Expensify Launches Trips Feature for Travel Expense Tracking

Today expense tracking company Expensify is releasing a new itinerary tracking service, called Trips, which allows users to view and manage an itinerary while they’re on the road, and feeds expenditures into an expense report so employees can get reimbursed for travel expenses. Founder and CEO David Barrett calls the feature “TripIt without the ads and clutter, built into your expense report.” The company, which has almost one million users and has raised $6.7 million in funding since its launch in 2008, is also updating its mobile apps for Android, Windows Phone, iOS and BlackBerry today to reflect the new feature.

Last year the company launched a SmartScan feature, which pulls expense data off of receipt images and matches it to credit card transactions. Since a lot of the receipts are travel reservations, they realized that pulling itinerary info and displaying it on their mobile apps wouldn’t be that much more difficult. “We realized as we were building this receipt scanning system that we already had a system that can scan information off receipts, so why don’t we expand that to scan full itinerary information, and then we have the basis for a whole trip management system,” Barrett said in an interview.

With the addition of the Trips feature, users book travel online as they normally would, and forward the confirmation email to receipts@expensify.com. The details are populated in the Trips screen in the Expensify app, credit card travel expenses are automatically imported, and hard copy receipts can be scanned using the SmartScan feature.

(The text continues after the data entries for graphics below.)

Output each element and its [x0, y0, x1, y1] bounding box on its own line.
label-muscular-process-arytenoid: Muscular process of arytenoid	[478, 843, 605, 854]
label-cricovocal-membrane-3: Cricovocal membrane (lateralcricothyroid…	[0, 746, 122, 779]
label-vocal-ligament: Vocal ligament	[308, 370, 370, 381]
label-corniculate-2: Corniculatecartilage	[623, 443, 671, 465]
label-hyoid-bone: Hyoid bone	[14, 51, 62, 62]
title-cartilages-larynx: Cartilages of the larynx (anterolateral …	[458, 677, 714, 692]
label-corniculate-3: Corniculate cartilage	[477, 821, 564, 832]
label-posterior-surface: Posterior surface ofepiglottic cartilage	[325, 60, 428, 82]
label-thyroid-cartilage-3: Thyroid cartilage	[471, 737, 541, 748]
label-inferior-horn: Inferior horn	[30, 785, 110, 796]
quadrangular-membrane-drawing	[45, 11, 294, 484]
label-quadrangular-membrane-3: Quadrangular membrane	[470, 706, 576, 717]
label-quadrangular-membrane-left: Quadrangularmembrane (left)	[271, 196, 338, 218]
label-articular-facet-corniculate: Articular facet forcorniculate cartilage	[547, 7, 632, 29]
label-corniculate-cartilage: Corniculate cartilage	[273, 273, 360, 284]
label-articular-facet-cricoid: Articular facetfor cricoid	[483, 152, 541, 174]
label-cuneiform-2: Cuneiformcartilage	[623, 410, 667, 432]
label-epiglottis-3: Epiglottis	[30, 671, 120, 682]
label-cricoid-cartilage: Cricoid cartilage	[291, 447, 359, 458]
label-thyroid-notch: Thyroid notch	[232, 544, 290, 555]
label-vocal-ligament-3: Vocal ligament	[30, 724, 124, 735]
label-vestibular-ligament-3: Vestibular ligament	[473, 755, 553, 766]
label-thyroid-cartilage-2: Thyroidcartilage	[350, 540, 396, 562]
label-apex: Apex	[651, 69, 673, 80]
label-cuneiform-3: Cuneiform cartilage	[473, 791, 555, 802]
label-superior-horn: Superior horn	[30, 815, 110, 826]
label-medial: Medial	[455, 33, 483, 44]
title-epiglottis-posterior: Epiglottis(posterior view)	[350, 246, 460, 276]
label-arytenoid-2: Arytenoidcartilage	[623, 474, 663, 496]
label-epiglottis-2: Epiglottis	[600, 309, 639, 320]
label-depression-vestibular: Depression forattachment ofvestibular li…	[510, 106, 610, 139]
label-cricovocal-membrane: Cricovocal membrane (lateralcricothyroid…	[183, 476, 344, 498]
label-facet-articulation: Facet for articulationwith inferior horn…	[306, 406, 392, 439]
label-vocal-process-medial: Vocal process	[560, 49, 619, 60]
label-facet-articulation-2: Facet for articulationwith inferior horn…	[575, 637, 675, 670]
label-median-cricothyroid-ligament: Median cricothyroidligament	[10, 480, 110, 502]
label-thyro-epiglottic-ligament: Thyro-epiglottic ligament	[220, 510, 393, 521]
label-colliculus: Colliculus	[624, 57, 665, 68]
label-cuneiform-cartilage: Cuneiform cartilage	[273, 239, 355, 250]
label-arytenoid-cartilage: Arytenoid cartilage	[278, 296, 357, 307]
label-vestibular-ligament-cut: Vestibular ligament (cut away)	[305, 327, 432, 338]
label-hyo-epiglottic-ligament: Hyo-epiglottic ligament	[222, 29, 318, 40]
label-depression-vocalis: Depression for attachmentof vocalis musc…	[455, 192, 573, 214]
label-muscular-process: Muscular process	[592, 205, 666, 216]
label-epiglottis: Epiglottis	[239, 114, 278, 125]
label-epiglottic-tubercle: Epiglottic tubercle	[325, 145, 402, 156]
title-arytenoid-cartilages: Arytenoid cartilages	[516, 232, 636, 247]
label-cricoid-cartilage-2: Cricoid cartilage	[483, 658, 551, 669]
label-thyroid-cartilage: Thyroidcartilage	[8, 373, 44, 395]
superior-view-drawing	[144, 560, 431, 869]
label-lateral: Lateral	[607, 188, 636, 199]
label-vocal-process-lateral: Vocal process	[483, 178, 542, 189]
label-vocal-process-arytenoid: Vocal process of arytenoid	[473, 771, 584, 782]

While integrating with TripIt would have made sense, it was out of the cards after the company was acquired by Expensify competitor Concur in January 2011 for $120 million. Barrett said that while TripIt has a more established brand, and functionality that goes beyond just expense tracking, it’s become “bloated” with features and advertisements. “TripIt does a lot more than we do,” he said. “We just do the core value of trip tracking for a business traveler.” He also said Expensify’s Trips feature is integrated into their core expense tracking product, rather than being a separate product. “TripIt was acquired by Concur, but it wasn’t built by Concur. It’s not built into the Concur product, it’s a whole separate thing,” he said.

As for why Expensify stands out from the competition, Barrett said it’s because while competitors focus on a top-down user acquisition strategy which involves company decision-makers purchasing and mandating expensing solutions, Expensify lets users sign up without permission from their company, and then those employees sell the product up the company ranks. “Every time you submit an expense report you introduce us to someone more important than you, like your boss or your finance department,” Barrett said. “We hope you talk to your boss eventually, but we don’t require it.”

The new Trips feature doesn’t come at an additional cost for users. Expensify is free for individuals, and $5 per submitter per month for companies (Concur doesn’t offer a free version, with its small business plan priced at $8 per user per month). The SmartScan receipt scanning feature is free for up to 10 receipts per month, and $0.20 per receipt over 10. The company has processed over $1 billion in expenses to date, and over 600,000 expense reports, and is used by companies including Square and Uber.

While Expensify may have a bottom-up expense tracking solution and the new in-house trip management tool, competitors already offer expense tracking and trip planning together. Barrett’s focus on keeping it simple (he said after they add another core feature later this year they’ll focus solely on “polishing up” the service), and on SMB customers specifically, means that they’ll likely continue to grow within that market.